Vesuvius volcano

Vesuvius volcano

Mount Vesuvius is a rare example of a "fence volcano": the cone is surrounded by a much older crater which had a circumference about 11 km long. In the Eocene the mountain was an island surrounded by the sea, only in the Pliocene it was welded to the mainland and it is estimated that then it reached the height of 2300 meters...

Vesuvius and Art

Vesuvius and Art

Painters, watercolors and engravers of almost every era, trend and nationality have variously interpreted it; among these Italians, French, English, Germans, Austrians, Russians and Danes inspired by the most disparate artistic genres and movements, called "picturesque", "sublime", "heroic", "romantic", "catastrophic", "horrifying" .. .

Risk of new eruptions

Risk of new eruptions

Vesuvius is among the most studied and controlled volcanoes in the world, if one day the magma were to escape it is almost impossible that the eruption cannot be predicted in advance. Today the main duct is blocked by the magma which cooled after the eruption of 1944, scientists are defining precisely where the magma chamber is located which is gradually filling up with lava and gas.

A cloud rose up, and was of such form and appearance that it can not be compared to any tree better than a pine tree. In fact, as straightening on a trunk high, then he widened into a kind of branching ...

Opera Tiberio Gracco, mixed media on canvas

The geographer Strabo, who spoke of the mountain early in the first century AD, had never heard tell of eruptions took place during the previous story, but, noticing the look of the rocks that looked burnt by fire, he rightly claimed the ' volcanic origin. The summit that he saw was a wide depression, flat and sterile, surrounded by steep walls. Virgilio recalls how sloping the sides of the mountain were embellished by vineyards and by, and in part were left to arable land and pastures.

Vesuvius in a Pompeian frescoThe picture you see on the side, which was found in the house Centenary at Pompeii, probably reproduces what was to be the appearance of Vesuvius in the mid-first century AD This painting seems to show clearly that at that time the mountain had only one top ( Mount Somma), and not two as today.
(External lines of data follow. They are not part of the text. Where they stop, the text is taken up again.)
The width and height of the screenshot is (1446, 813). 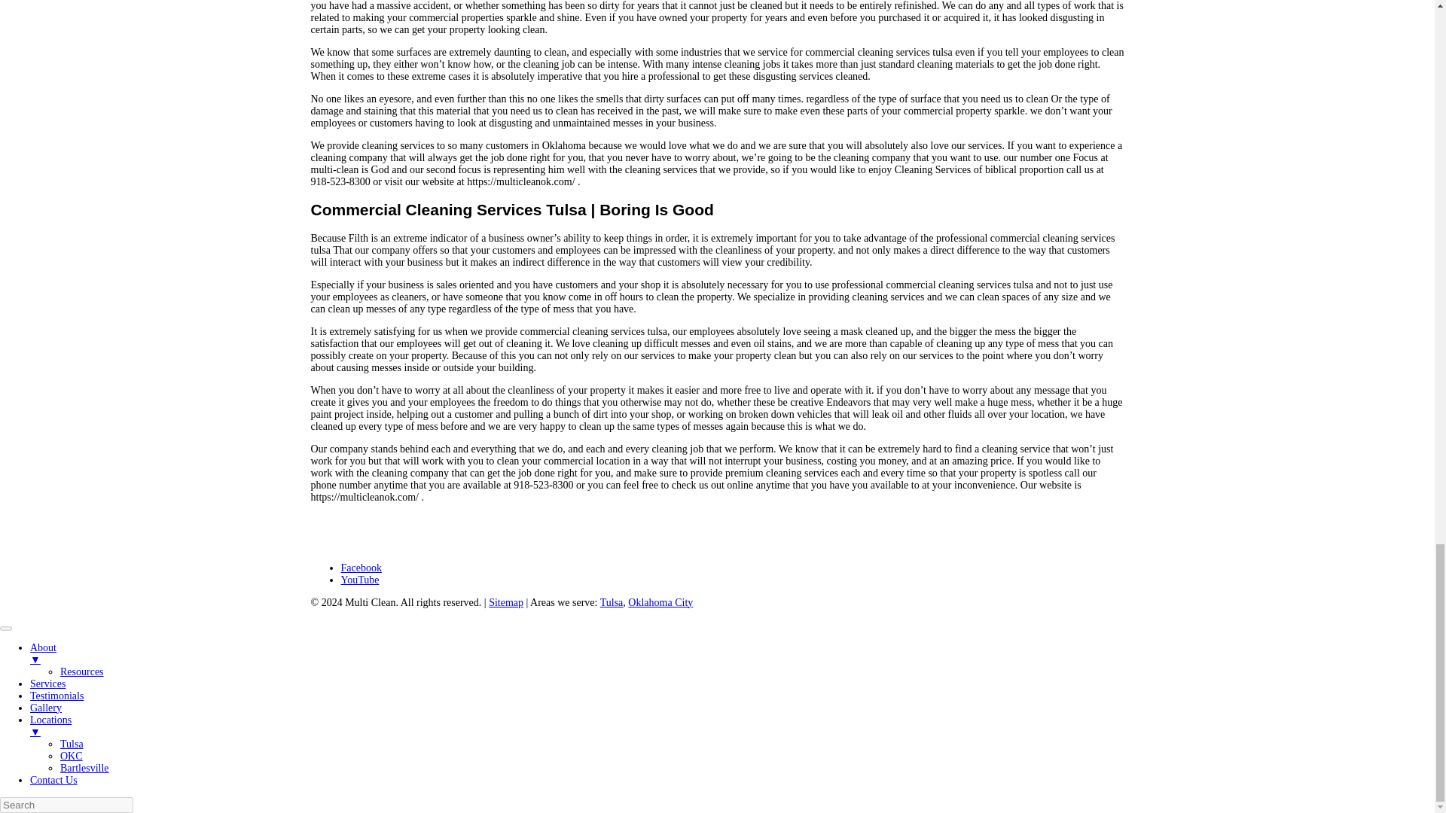 What do you see at coordinates (71, 756) in the screenshot?
I see `OKC` at bounding box center [71, 756]. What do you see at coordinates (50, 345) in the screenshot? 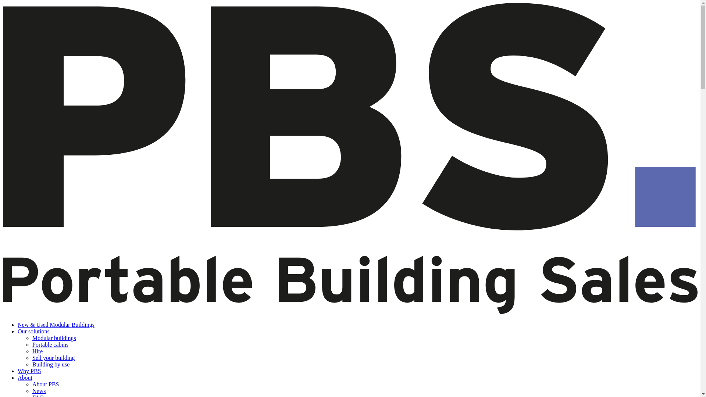
I see `Portable cabins` at bounding box center [50, 345].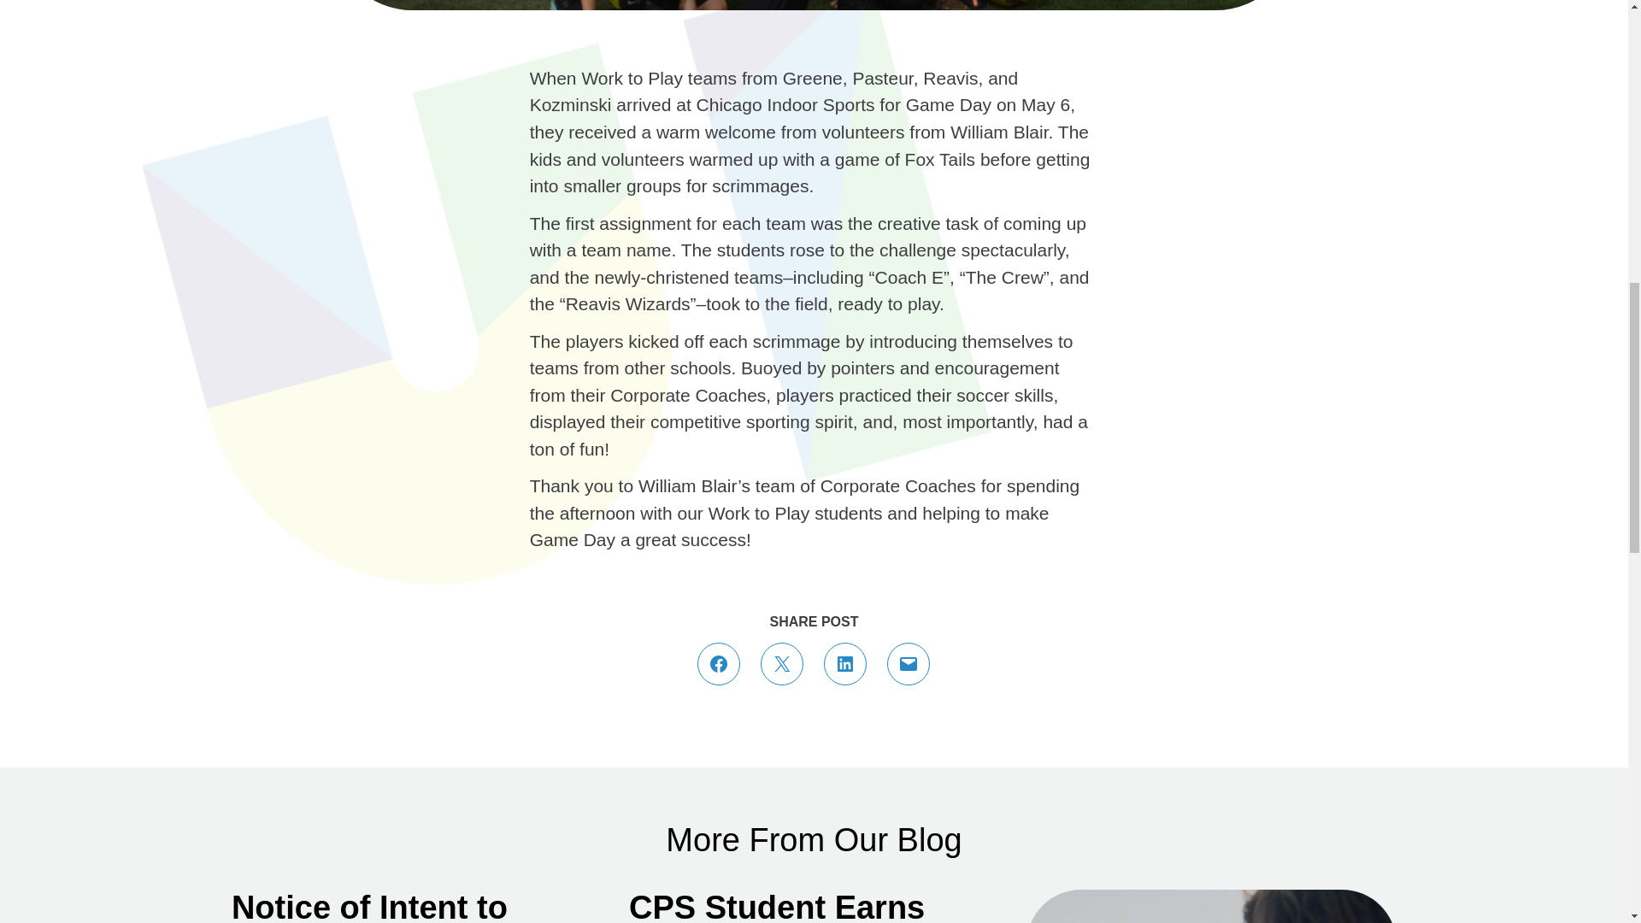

On February 5, 62 AD, a sunny day, the region was devastated by a violent earthquake. They had damage to Nuceria, and Neapolis some collapsed buildings; but the damage was greater in Herculaneum, which was almost completely destroyed, and Pompeii, where the devastation was equally severe. But the cities were so prosperous and they had such a resilience that the reconstruction made rapid progress. However, the earthquake was a bad omen for the future, because it was nothing more than a Vesuvius abortive attempt to download their energy through a slit. After 17 years, on August 24, 79 AD, the dam was broken and the mountain began to erupt. For several days were ongoing celebrations of the divine Augustus. The day before, for a sinister coincidence, It was celebrated the annual feast of Vulcan. In Pompeii and surrounding locations the earth trembled for four days, then it erupted. A striking account of the disaster has come down to us and we are indebted to Pliny the Younger who was in Misenum, at the northwestern tip of the Bay of Naples. He was a guest in the house of his uncle, Pliny the Elder, the old scientist and man of encyclopedic knowledge, that was the commander of the naval base of Misenum.